How to pronounce weekly in American English
WEE·klee
Start here
Americans pronounce weekly as WEE-klee (/ˈwikli/). Stress falls on the first syllable — keep everything else short and quick.
Now you try.
Record yourself saying "weekly" and play it back. The mic stays on your device — nothing's uploaded.
Why it sounds different
Why "weekly" sounds like WEE·klee.
Between "" and "", a brief "" glide bridges the two vowels for smooth flow. This is called the Vowel-to-Vowel Linking, a tiny act of laziness that makes the rhythm feel right. It comes out as WEE·klee.
In real conversation
Hear "weekly" in the wild.
Click any sentence to see the full breakdown — every link, every reduction, every flap-T.
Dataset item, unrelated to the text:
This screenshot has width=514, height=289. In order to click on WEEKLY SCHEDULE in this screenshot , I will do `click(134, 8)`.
"He sells his produce at the weekly farmers market."
hee SEHLZ hihz PROH·doos uht dhuh WEE·klee FAR·merz MAR·kuht
"The team agreed to meet weekly until the launch date."
dhuh TEEM uh·GREED tuh MEET WEE·klee uhn·TIHL dhuh LAHNCH DAYT
"The weekly specials are usually advertised in the front window."
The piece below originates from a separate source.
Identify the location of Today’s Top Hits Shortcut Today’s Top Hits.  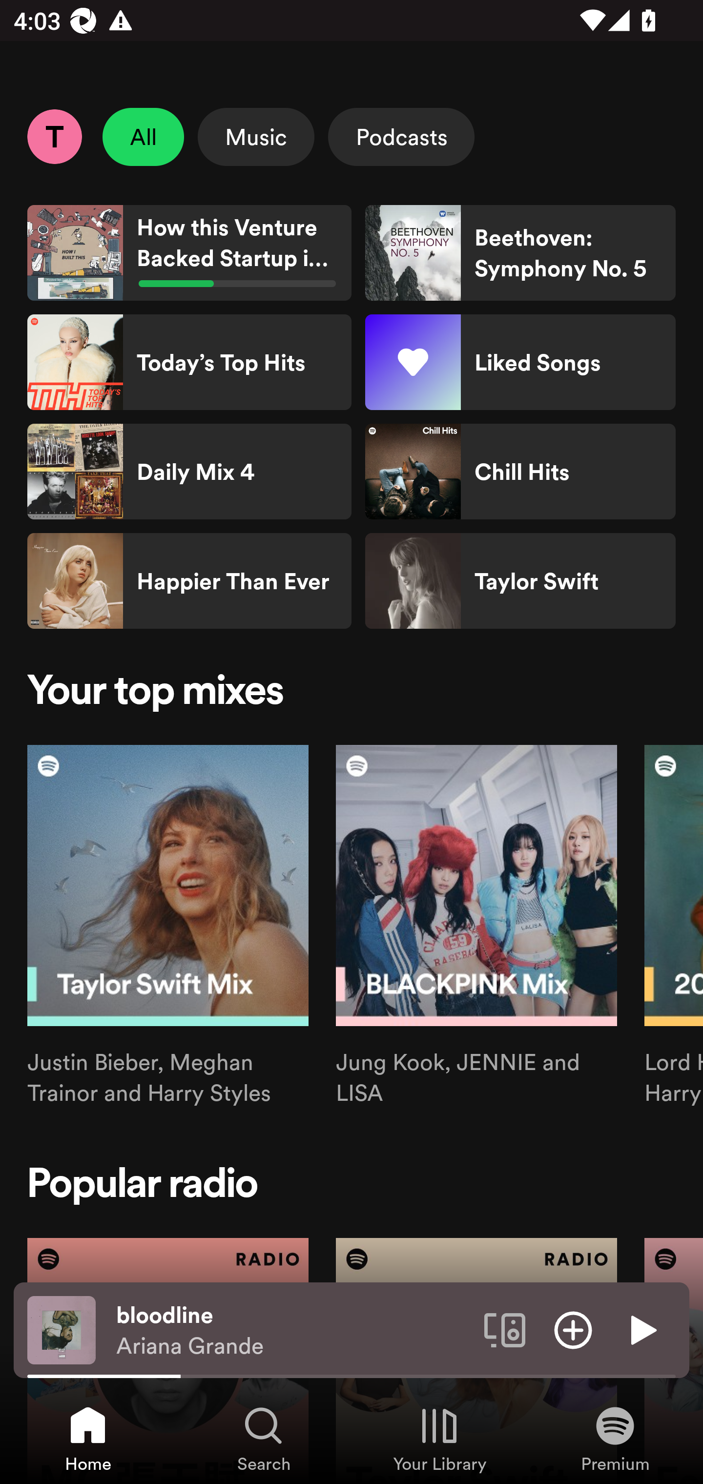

dhuh WEE·klee SPEH·shuhlz er YOO·zhoo·uh·lee AD·ver·tahyzd ihn dhuh FRUHNT WIHN·doh
"We need to reduce our weekly expenses."
wee NEED tuh ruh·DOOS OW·er WEE·klee uhk·SPEHN·suhz
Watch out
Common pronunciation mistakes in American English.
The textbook way isn't wrong — it's just not how anyone actually says it.
01
Stressing the wrong syllable.
Stress falls on the first syllable, not the others. Stretch WEE — keep everything else short and quick.
wee·KLEE→WEE·klee
Questions
Questions people ask about this.
How is "weekly" stressed in American English?
Stress falls on the first syllable — say "WEE" with a longer, fuller vowel and keep every other syllable short and quick. The respell "WEE-klee" marks the stressed syllable in capitals so the rhythm is easy to read at a glance.
Is the American pronunciation of "weekly" different from British English?
American English uses different vowel shapes, a relaxed retroflex R, and connected-speech tricks like flap-T and glottal-stop T that British Received Pronunciation generally avoids. The respell "WEE-klee" reflects the casual American form; British dictionaries typically print a citation form with crisper consonants and different vowel choices.